— Task instructions —
Your answer should be an exact copy of the lines from the one holding "reading: 37 °C" to the end of the material below, pictures left out.

— Provided material —
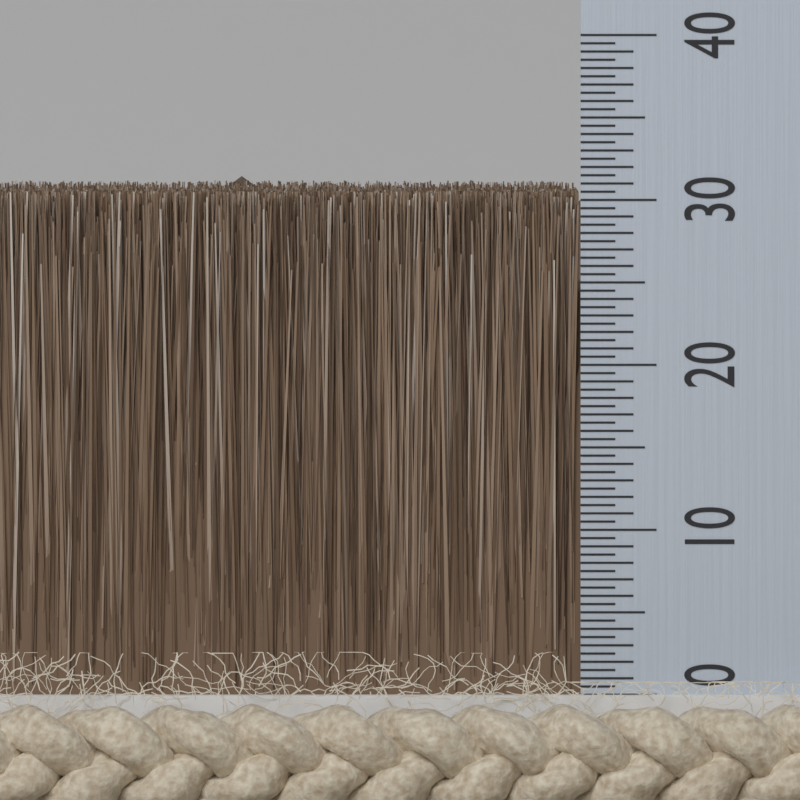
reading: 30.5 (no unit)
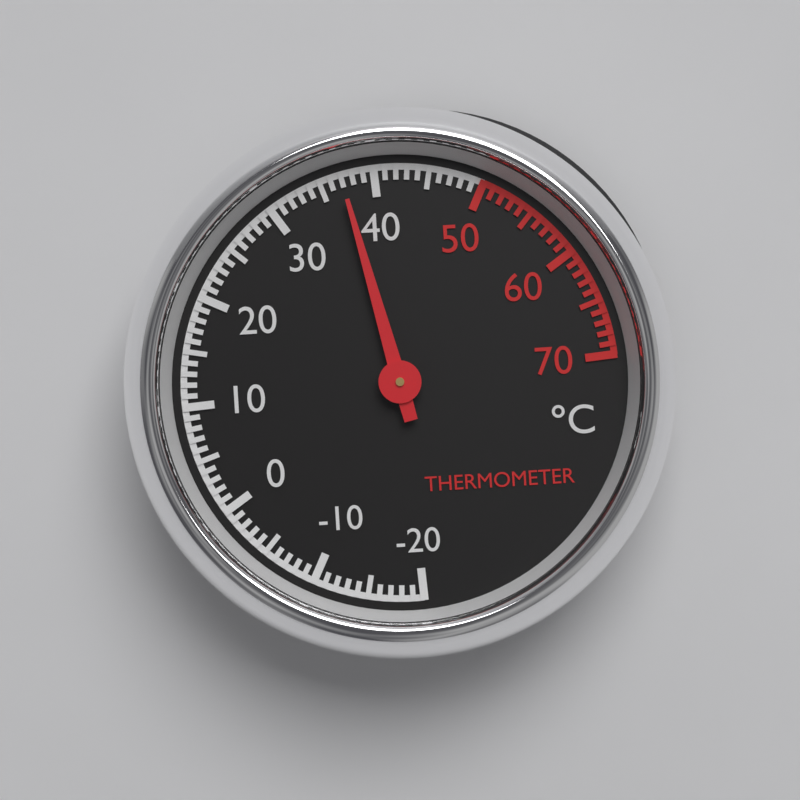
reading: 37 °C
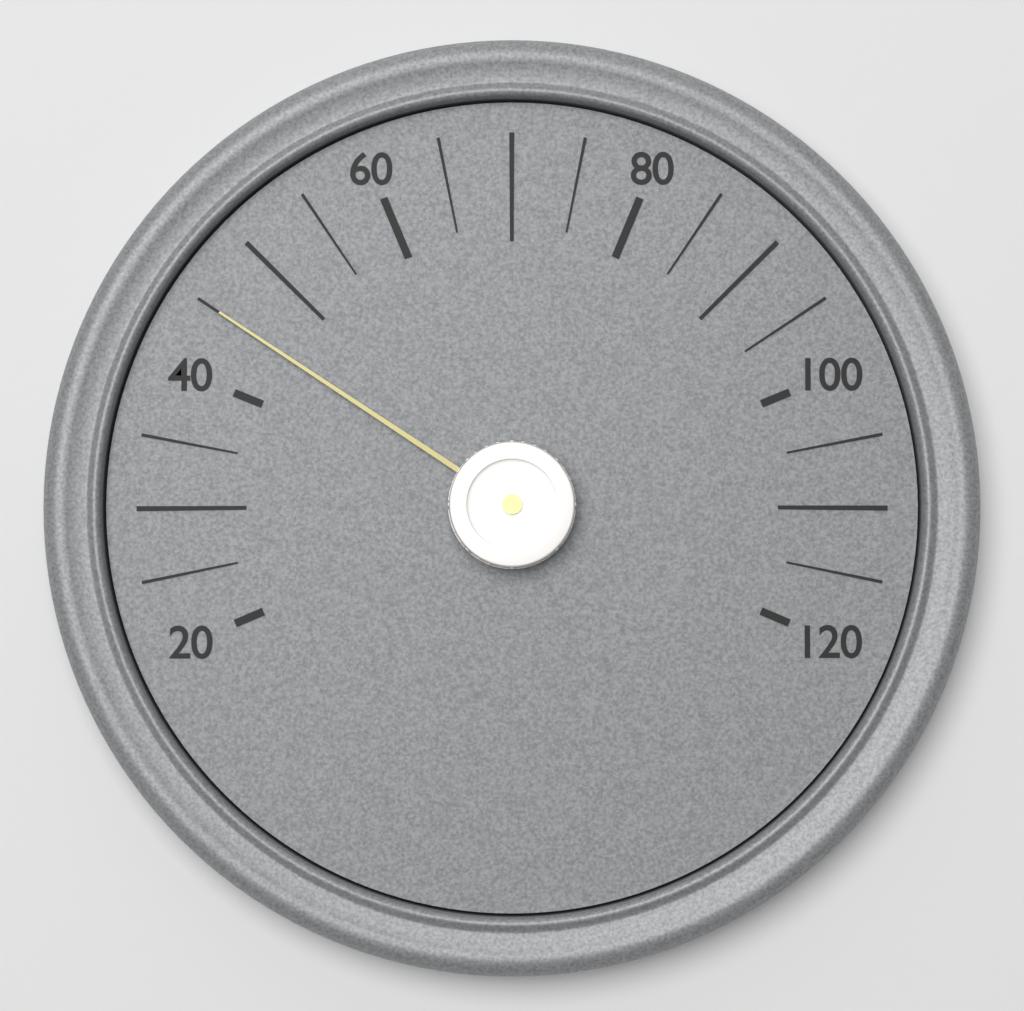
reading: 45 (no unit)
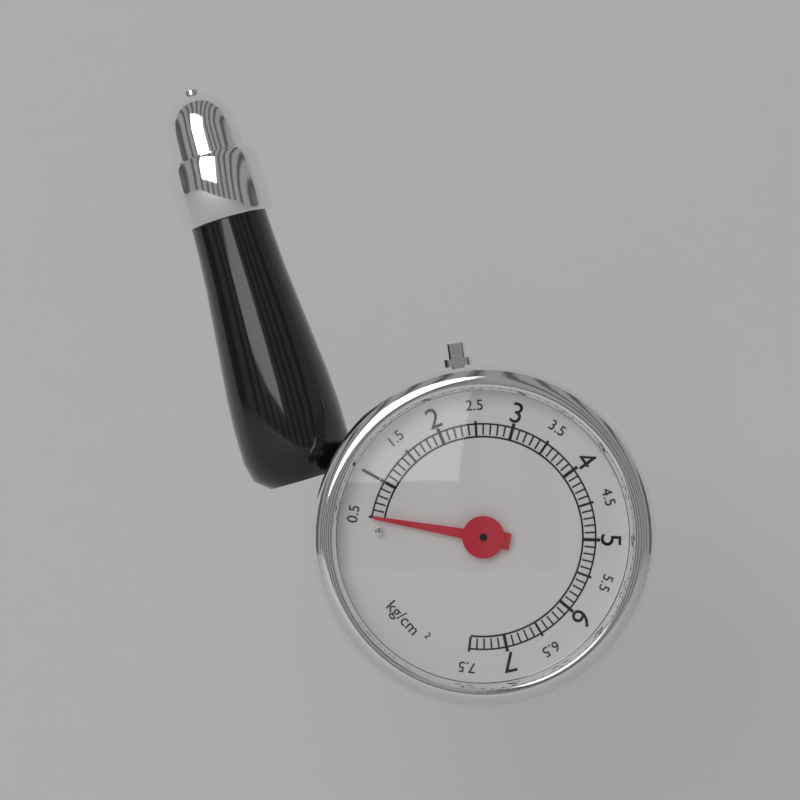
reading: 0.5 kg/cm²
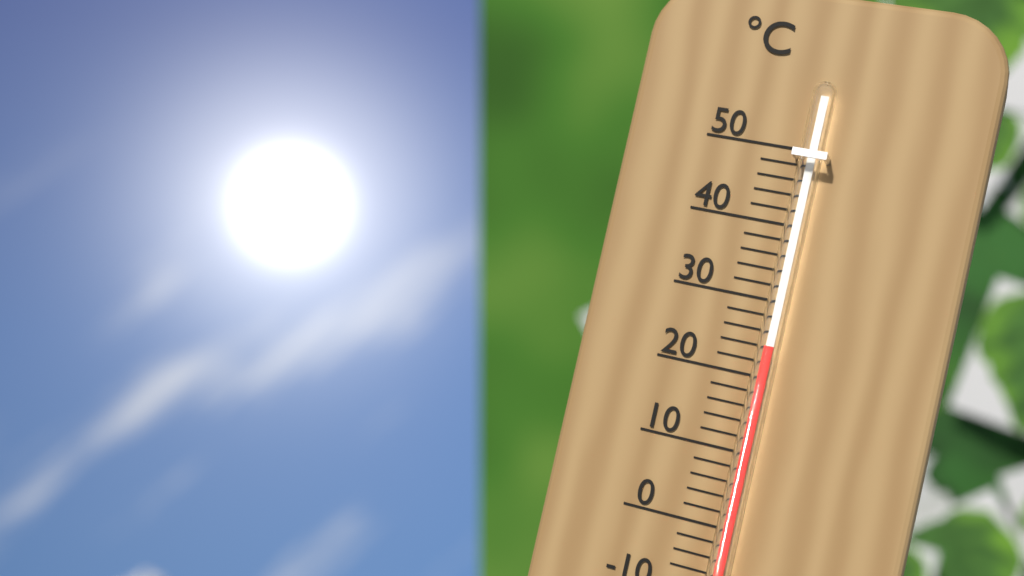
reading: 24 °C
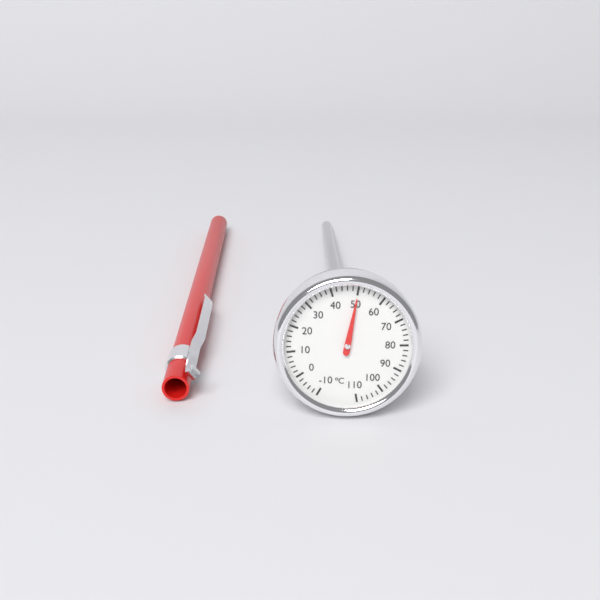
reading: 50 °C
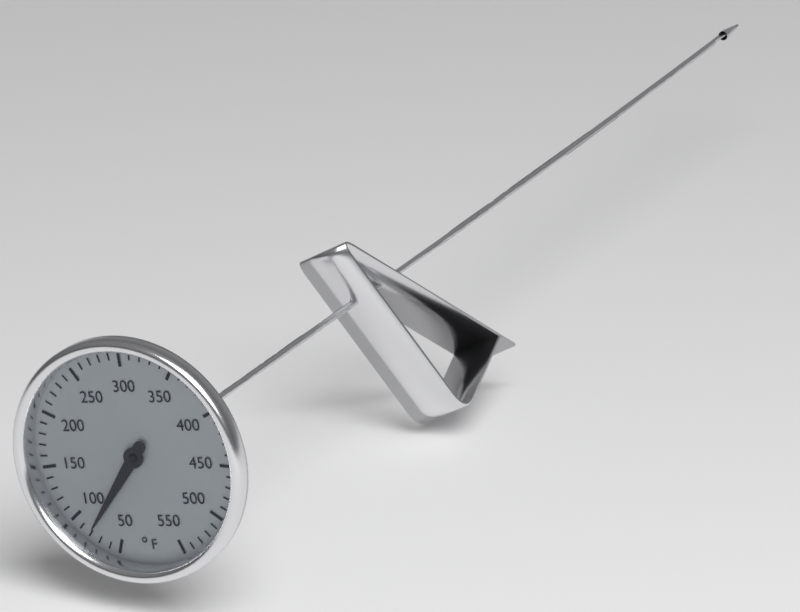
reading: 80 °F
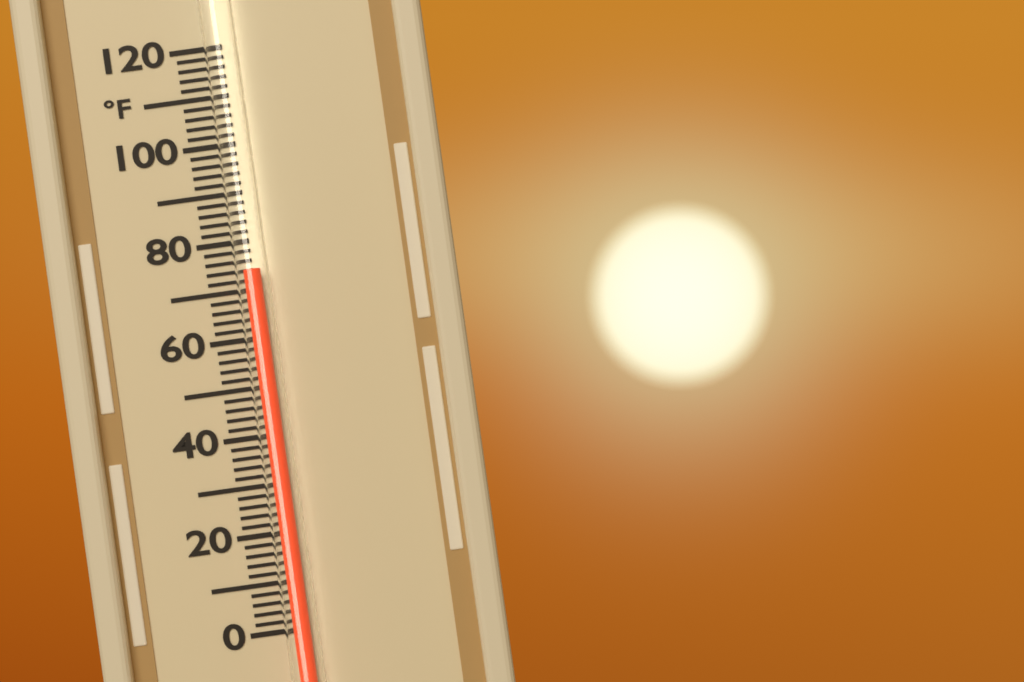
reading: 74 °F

— Final answer —
reading: 37 °C
reading: 45 (no unit)
reading: 0.5 kg/cm²
reading: 24 °C
reading: 50 °C
reading: 80 °F
reading: 74 °F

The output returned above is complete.